Georgia will receive nearly $20 million in federal disaster relief to restore child care capacity after a recent catastrophe shuttered programs across the state, leaving thousands of working parents scrambling.
The $19.8 million grant from the Department of Health and Human Services comes as the state struggles to rebuild child care infrastructure that was already failing before disaster struck. In Georgia, 72% of families live in what experts call child care deserts, places where there aren't enough licensed providers to meet demand. The state has 1.3 million children under age six but licensed capacity for only 425,000.
When disasters close child care centers, parents drop out of the workforce to stay home with kids. Mothers bear the brunt: nationally, 16,000 child care programs closed permanently during COVID-19, eliminating care for over a million children and forcing women out of jobs at rates not seen in decades.

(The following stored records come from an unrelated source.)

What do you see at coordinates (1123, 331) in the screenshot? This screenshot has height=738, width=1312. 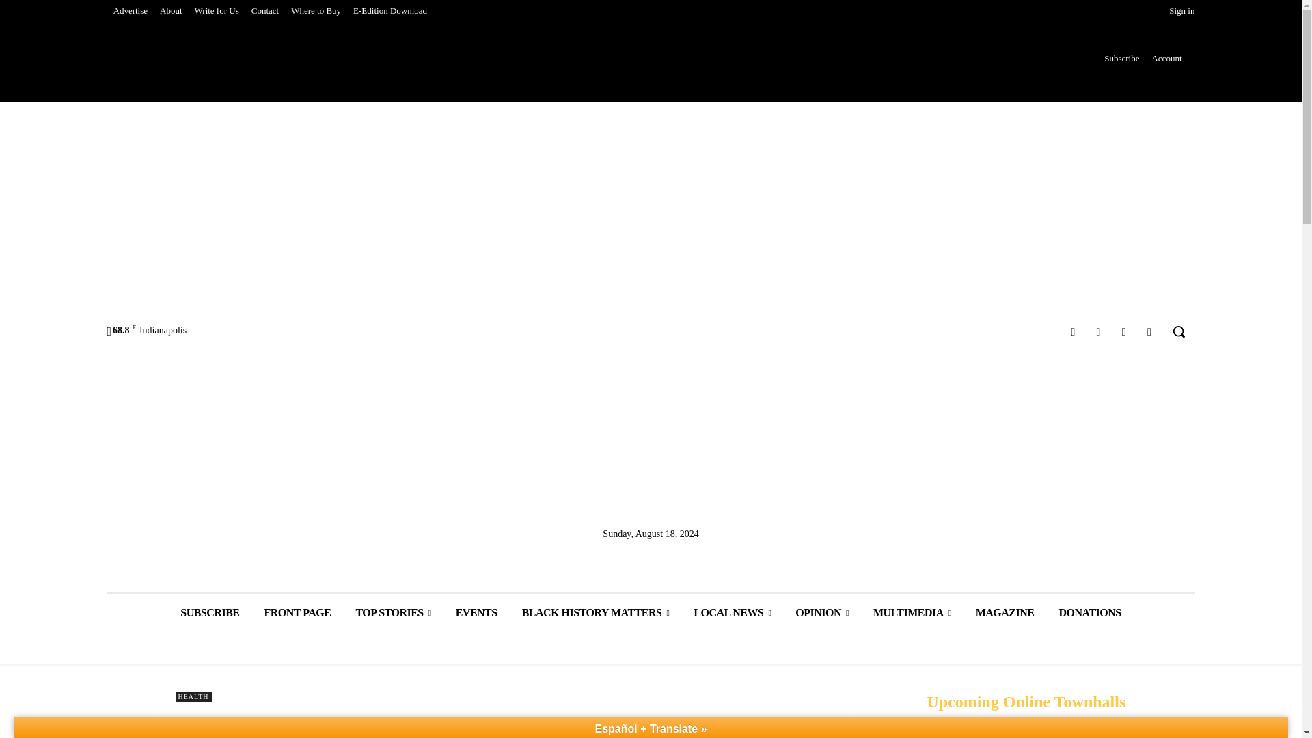 I see `Twitter` at bounding box center [1123, 331].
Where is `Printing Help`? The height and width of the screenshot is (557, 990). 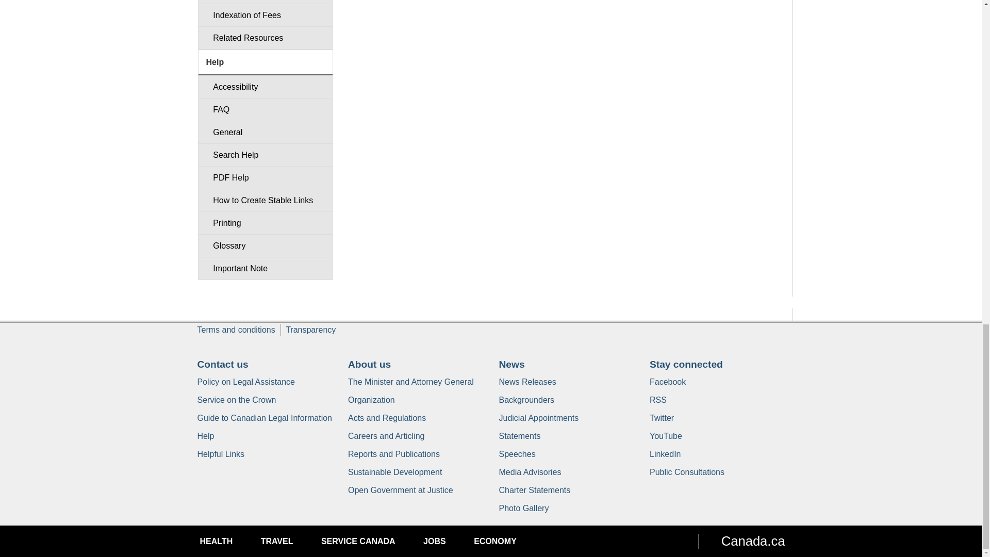 Printing Help is located at coordinates (265, 223).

The federal funds will help repair damaged facilities, replace equipment, cover temporary rent for displaced centers, and provide emergency vouchers so families can afford care while recovering. Without intervention, disaster-affected areas see permanent child care loss that can stall regional economic recovery for years.

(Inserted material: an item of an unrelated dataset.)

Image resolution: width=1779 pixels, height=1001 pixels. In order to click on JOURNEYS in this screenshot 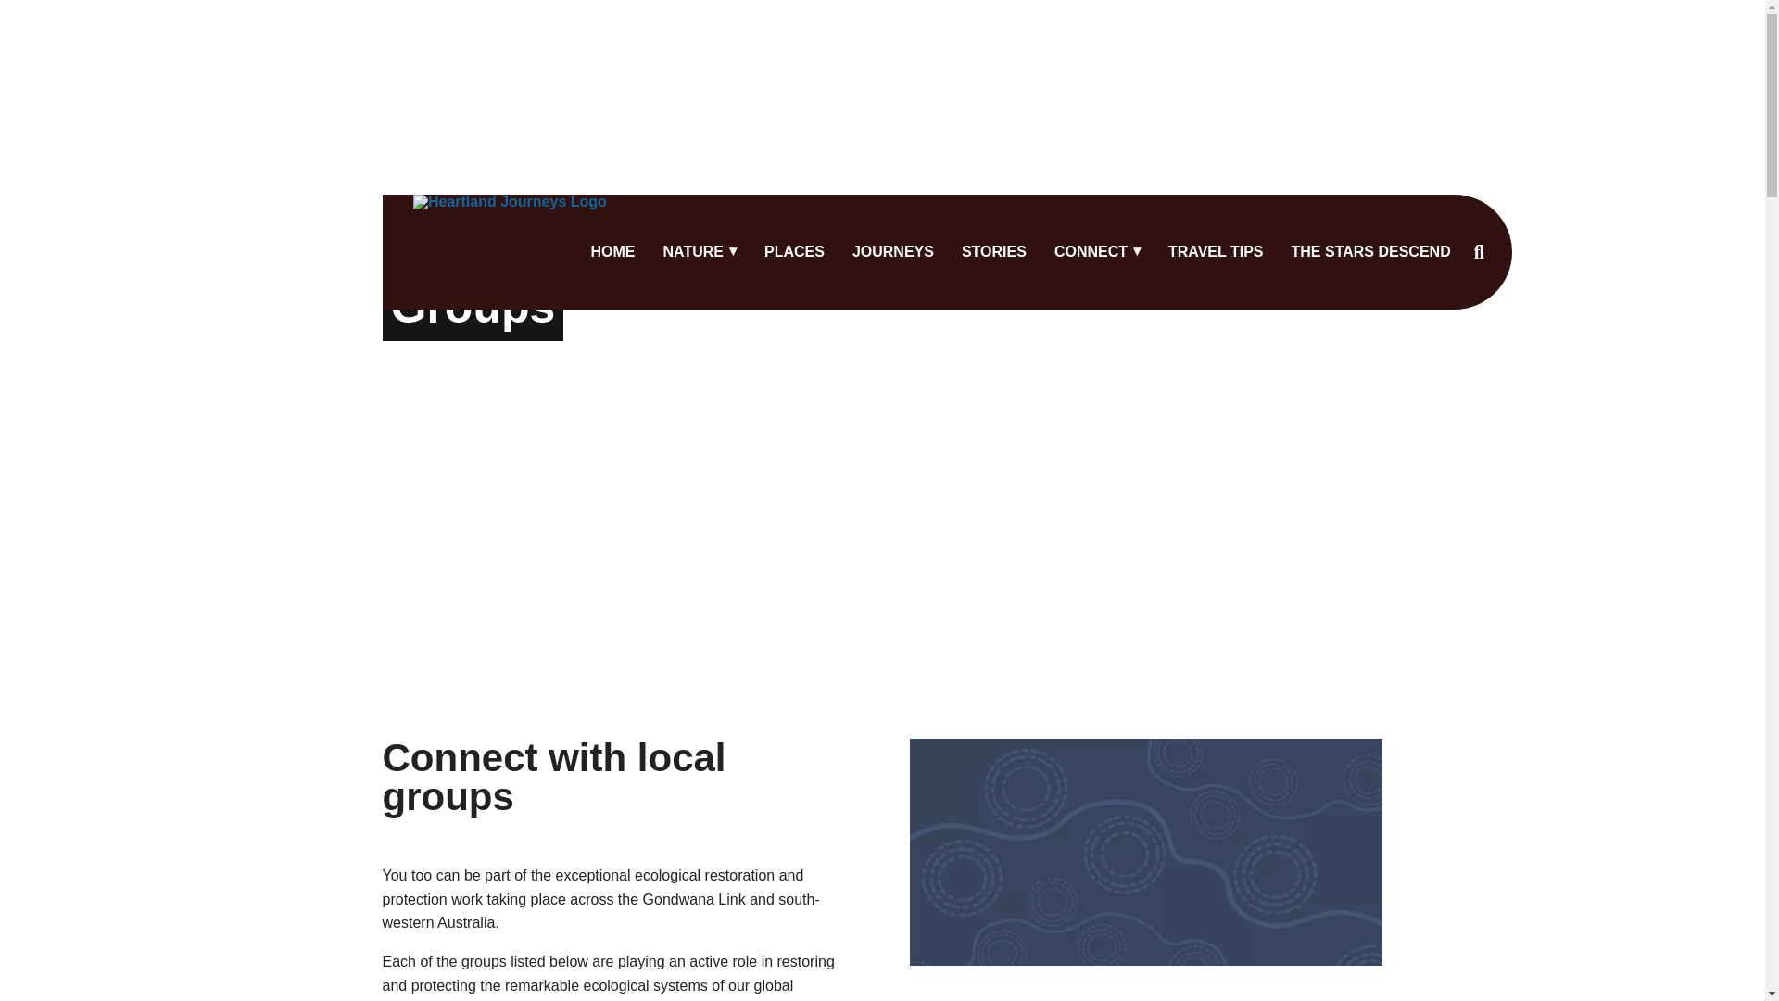, I will do `click(893, 251)`.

The grant's size suggests significant displacement. Comparable recent awards include $87 million to Louisiana after Hurricane Ida and $15 million to Kentucky after the 2021 floods. Georgia's child care workforce, which earns a median wage of $11.73 an hour, was already difficult to retain before the disaster.
The state now faces a choice: use the federal lifeline to rebuild the inadequate system that existed before, or invest in expanding access for the majority of families who couldn't find or afford care even in normal times.